Posted by
SRJensen on Wednesday, August 23, 2006 6:58:34 AM
My need to understand how and why bedsores could be responsible for a growth industry in the booming medical-industrial-complex led me to the biomed library at the University of Minnesota. I had a hunch to follow and much to learn. I picked the year 1965 (Medicare's inception) and several medical journals. I reviewed every issue for three items. First, articles about bedsores. Second, ads for products and devices designed specifically for them. Third, editorial comment on any issue that might shed light on the nature of the times.
There were days that found me transfixed from the moment the library opened until the doors closed at night. Much of what I read was disturbing, extremely so. But a finding emerged with a clarity that resonated loudly. This finding has never once been challenged by any healthcare insider. Most, with embarrassment, admit that it sounds quite true. Most then go completely dormant and realizing that I am a non-factor ignore me altogether. Something is amiss in managed healthcare. The Hippocratic Oath no longer obtains. Doing harm is lucrative as long as most of the victims are near death anyway.
The bedsore results from blood flow at the capillary level being occluded or stopped. The force of gravity is enough to stop blood flow at the capillary in tissue near the bone. We toss and turn in our sleep naturally in order that blood flow in occluded areas be relieved. Not all people are able to toss and turn on their own. They get bedsores, unless...
Bedsores were once rare. They are today very common. One in four of you know someone who is suffering or has suffered from them. This was not the case when the nursing profession was less professional. Before the inception of Medicare Dr. Michael Kosiak published results of his studies that established regular repositioning intervals of two hours as adequate preventive care for bedsores. Nurses new this anyway. Dr. Kosiak's work just validated their instinctual understanding. They were distributed in patient populations and accustomed to routines that meant bedsores were very rare. The literature mentions ratios of less than 3% of patients at risk. But something was about to happen to the nursing profession that would alter this dramatically.
The post-1965 years were full of articles about the runaway inflation in healthcare in general. The nursing profession was under assault and felt threatened with their very existence. So confident were we in the beneficial properties of technology that some wondered if nurses were needed at all. The nurses, taking a page from the book of how the physicians before them gained credibility, decided to pursue licensure with a vengence. Nurses would have to return to school in order to get baccalaureate degrees in the science of nursing. One third quit, one third went back to school and one third attempted to breech the gap at the bedside. When nurses returned with B.S. degrees and R.N. distinction they demanded more compensation and less menial labor. They became chartists and drug administrators more than hands that fed, bathed and cared for those unable to care for themselves. Healthcare specialization exploded and so did the numbers and severity of bedsores.
Medical device and product manufacturers filled this breech with a breathtaking array of items. All of these came with claims but the problem intensified. The flaw in the early analysis was the fact that patients were no longer being repositioned of a regular enough basis to prevent bedsore development. The system preferred to pay for technology more than people. Nurses demanded more and different work and capillary occlusion ate away healthy tissue near the bone of thousands of patients every year. The rationale given most often to explain these facts were that the breakthroughs in medicine, particularly in technology had caused people to live longer. These conditions were therefore an inevitable consequence of progress. We would just have to live with it. As a prominent gerontologist once told me over lunch, "What does it matter if a person gets a stage four ulcer (tissue rot exposing bone) in the sacrum the last six months of their life?" What indeed. The hollow men (and women) were making names and lot's of money. Baby boomers were entering the years when 25% of them would get bedsores and the math was most compelling. Nothing would stand in the way of this. Certainly not someone raising their hand and saying enough already.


● EXERCISE GOAL
Print out every record exactly as it appears.

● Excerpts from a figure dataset
____
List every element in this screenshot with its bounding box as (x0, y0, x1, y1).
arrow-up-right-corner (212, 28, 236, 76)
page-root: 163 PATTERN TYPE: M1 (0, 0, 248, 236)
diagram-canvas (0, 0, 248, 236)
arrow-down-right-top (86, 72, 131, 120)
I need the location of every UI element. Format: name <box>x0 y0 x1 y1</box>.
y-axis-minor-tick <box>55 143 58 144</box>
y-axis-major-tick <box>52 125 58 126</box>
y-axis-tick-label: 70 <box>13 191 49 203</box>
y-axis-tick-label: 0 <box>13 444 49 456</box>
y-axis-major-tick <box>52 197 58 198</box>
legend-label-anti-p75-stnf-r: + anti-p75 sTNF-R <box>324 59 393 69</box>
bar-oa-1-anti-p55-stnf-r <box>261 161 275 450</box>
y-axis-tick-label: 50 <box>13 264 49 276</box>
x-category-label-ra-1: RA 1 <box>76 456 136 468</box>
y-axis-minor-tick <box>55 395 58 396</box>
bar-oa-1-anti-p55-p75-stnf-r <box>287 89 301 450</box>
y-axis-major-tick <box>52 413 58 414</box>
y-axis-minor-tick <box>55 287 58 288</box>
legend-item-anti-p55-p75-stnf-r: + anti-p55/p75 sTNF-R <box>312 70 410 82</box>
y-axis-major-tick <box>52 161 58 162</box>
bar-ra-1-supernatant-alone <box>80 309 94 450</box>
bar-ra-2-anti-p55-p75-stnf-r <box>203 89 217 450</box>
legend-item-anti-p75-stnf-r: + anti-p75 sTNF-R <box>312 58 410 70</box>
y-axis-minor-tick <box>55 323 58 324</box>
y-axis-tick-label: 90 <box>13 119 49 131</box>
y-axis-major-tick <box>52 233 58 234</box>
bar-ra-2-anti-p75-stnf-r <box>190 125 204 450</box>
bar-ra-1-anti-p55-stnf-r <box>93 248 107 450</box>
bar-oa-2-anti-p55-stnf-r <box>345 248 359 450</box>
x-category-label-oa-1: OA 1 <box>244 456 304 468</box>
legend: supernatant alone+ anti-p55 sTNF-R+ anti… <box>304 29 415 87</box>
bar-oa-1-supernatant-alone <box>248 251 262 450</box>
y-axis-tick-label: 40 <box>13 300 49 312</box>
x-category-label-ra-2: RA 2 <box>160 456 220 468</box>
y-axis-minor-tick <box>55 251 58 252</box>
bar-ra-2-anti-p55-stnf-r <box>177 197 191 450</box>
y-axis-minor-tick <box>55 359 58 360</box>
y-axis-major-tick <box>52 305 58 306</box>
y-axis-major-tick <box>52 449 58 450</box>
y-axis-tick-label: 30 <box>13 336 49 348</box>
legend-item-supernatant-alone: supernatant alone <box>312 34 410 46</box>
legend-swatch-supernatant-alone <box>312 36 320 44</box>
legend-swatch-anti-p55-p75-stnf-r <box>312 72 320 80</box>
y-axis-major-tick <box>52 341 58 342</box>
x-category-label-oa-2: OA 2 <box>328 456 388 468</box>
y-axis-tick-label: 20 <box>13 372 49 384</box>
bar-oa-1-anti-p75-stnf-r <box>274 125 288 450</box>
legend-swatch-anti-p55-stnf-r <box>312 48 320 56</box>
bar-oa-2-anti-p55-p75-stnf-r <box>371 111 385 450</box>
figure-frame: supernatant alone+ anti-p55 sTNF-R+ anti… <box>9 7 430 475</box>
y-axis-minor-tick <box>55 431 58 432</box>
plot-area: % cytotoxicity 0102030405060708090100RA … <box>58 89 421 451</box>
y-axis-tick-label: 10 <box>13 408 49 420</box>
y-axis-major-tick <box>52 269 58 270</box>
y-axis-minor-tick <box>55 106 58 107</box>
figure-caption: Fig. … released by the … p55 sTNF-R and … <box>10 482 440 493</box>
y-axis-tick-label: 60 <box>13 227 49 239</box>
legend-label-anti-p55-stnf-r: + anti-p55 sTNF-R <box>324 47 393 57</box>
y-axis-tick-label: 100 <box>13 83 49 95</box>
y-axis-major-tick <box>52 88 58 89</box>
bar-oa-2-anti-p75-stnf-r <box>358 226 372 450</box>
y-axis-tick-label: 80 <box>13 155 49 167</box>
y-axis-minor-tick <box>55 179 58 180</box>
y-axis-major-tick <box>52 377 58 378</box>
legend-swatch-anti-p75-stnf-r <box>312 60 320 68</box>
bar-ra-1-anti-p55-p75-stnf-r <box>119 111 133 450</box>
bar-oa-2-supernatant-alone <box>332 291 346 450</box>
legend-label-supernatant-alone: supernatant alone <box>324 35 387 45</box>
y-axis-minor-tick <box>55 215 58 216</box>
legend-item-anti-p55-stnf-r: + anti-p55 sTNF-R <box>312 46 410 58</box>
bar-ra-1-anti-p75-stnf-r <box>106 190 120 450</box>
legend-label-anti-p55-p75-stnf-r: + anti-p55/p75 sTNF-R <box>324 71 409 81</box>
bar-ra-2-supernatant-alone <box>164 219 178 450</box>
____
● REPLY
List every element in this screenshot with its bounding box as (x0, y0, x1, y1).
arrow-up-right-corner (212, 28, 236, 76)
page-root: 163 PATTERN TYPE: M1 (0, 0, 248, 236)
diagram-canvas (0, 0, 248, 236)
arrow-down-right-top (86, 72, 131, 120)
I need the location of every UI element. Format: name <box>x0 y0 x1 y1</box>.
y-axis-minor-tick <box>55 143 58 144</box>
y-axis-major-tick <box>52 125 58 126</box>
y-axis-tick-label: 70 <box>13 191 49 203</box>
y-axis-tick-label: 0 <box>13 444 49 456</box>
y-axis-major-tick <box>52 197 58 198</box>
legend-label-anti-p75-stnf-r: + anti-p75 sTNF-R <box>324 59 393 69</box>
bar-oa-1-anti-p55-stnf-r <box>261 161 275 450</box>
y-axis-tick-label: 50 <box>13 264 49 276</box>
x-category-label-ra-1: RA 1 <box>76 456 136 468</box>
y-axis-minor-tick <box>55 395 58 396</box>
bar-oa-1-anti-p55-p75-stnf-r <box>287 89 301 450</box>
y-axis-major-tick <box>52 413 58 414</box>
y-axis-minor-tick <box>55 287 58 288</box>
legend-item-anti-p55-p75-stnf-r: + anti-p55/p75 sTNF-R <box>312 70 410 82</box>
y-axis-major-tick <box>52 161 58 162</box>
bar-ra-1-supernatant-alone <box>80 309 94 450</box>
bar-ra-2-anti-p55-p75-stnf-r <box>203 89 217 450</box>
legend-item-anti-p75-stnf-r: + anti-p75 sTNF-R <box>312 58 410 70</box>
y-axis-minor-tick <box>55 323 58 324</box>
y-axis-tick-label: 90 <box>13 119 49 131</box>
y-axis-major-tick <box>52 233 58 234</box>
bar-ra-2-anti-p75-stnf-r <box>190 125 204 450</box>
bar-ra-1-anti-p55-stnf-r <box>93 248 107 450</box>
bar-oa-2-anti-p55-stnf-r <box>345 248 359 450</box>
x-category-label-oa-1: OA 1 <box>244 456 304 468</box>
legend: supernatant alone+ anti-p55 sTNF-R+ anti… <box>304 29 415 87</box>
bar-oa-1-supernatant-alone <box>248 251 262 450</box>
y-axis-tick-label: 40 <box>13 300 49 312</box>
x-category-label-ra-2: RA 2 <box>160 456 220 468</box>
y-axis-minor-tick <box>55 251 58 252</box>
bar-ra-2-anti-p55-stnf-r <box>177 197 191 450</box>
y-axis-minor-tick <box>55 359 58 360</box>
y-axis-major-tick <box>52 305 58 306</box>
y-axis-major-tick <box>52 449 58 450</box>
y-axis-tick-label: 30 <box>13 336 49 348</box>
legend-item-supernatant-alone: supernatant alone <box>312 34 410 46</box>
legend-swatch-supernatant-alone <box>312 36 320 44</box>
legend-swatch-anti-p55-p75-stnf-r <box>312 72 320 80</box>
y-axis-major-tick <box>52 341 58 342</box>
x-category-label-oa-2: OA 2 <box>328 456 388 468</box>
y-axis-tick-label: 20 <box>13 372 49 384</box>
bar-oa-1-anti-p75-stnf-r <box>274 125 288 450</box>
legend-swatch-anti-p55-stnf-r <box>312 48 320 56</box>
bar-oa-2-anti-p55-p75-stnf-r <box>371 111 385 450</box>
figure-frame: supernatant alone+ anti-p55 sTNF-R+ anti… <box>9 7 430 475</box>
y-axis-minor-tick <box>55 431 58 432</box>
plot-area: % cytotoxicity 0102030405060708090100RA … <box>58 89 421 451</box>
y-axis-tick-label: 10 <box>13 408 49 420</box>
y-axis-major-tick <box>52 269 58 270</box>
y-axis-minor-tick <box>55 106 58 107</box>
figure-caption: Fig. … released by the … p55 sTNF-R and … <box>10 482 440 493</box>
y-axis-tick-label: 60 <box>13 227 49 239</box>
legend-label-anti-p55-stnf-r: + anti-p55 sTNF-R <box>324 47 393 57</box>
y-axis-tick-label: 100 <box>13 83 49 95</box>
y-axis-major-tick <box>52 88 58 89</box>
bar-oa-2-anti-p75-stnf-r <box>358 226 372 450</box>
y-axis-tick-label: 80 <box>13 155 49 167</box>
y-axis-minor-tick <box>55 179 58 180</box>
y-axis-major-tick <box>52 377 58 378</box>
legend-swatch-anti-p75-stnf-r <box>312 60 320 68</box>
bar-ra-1-anti-p55-p75-stnf-r <box>119 111 133 450</box>
bar-oa-2-supernatant-alone <box>332 291 346 450</box>
legend-label-supernatant-alone: supernatant alone <box>324 35 387 45</box>
y-axis-minor-tick <box>55 215 58 216</box>
legend-item-anti-p55-stnf-r: + anti-p55 sTNF-R <box>312 46 410 58</box>
bar-ra-1-anti-p75-stnf-r <box>106 190 120 450</box>
legend-label-anti-p55-p75-stnf-r: + anti-p55/p75 sTNF-R <box>324 71 409 81</box>
bar-ra-2-supernatant-alone <box>164 219 178 450</box>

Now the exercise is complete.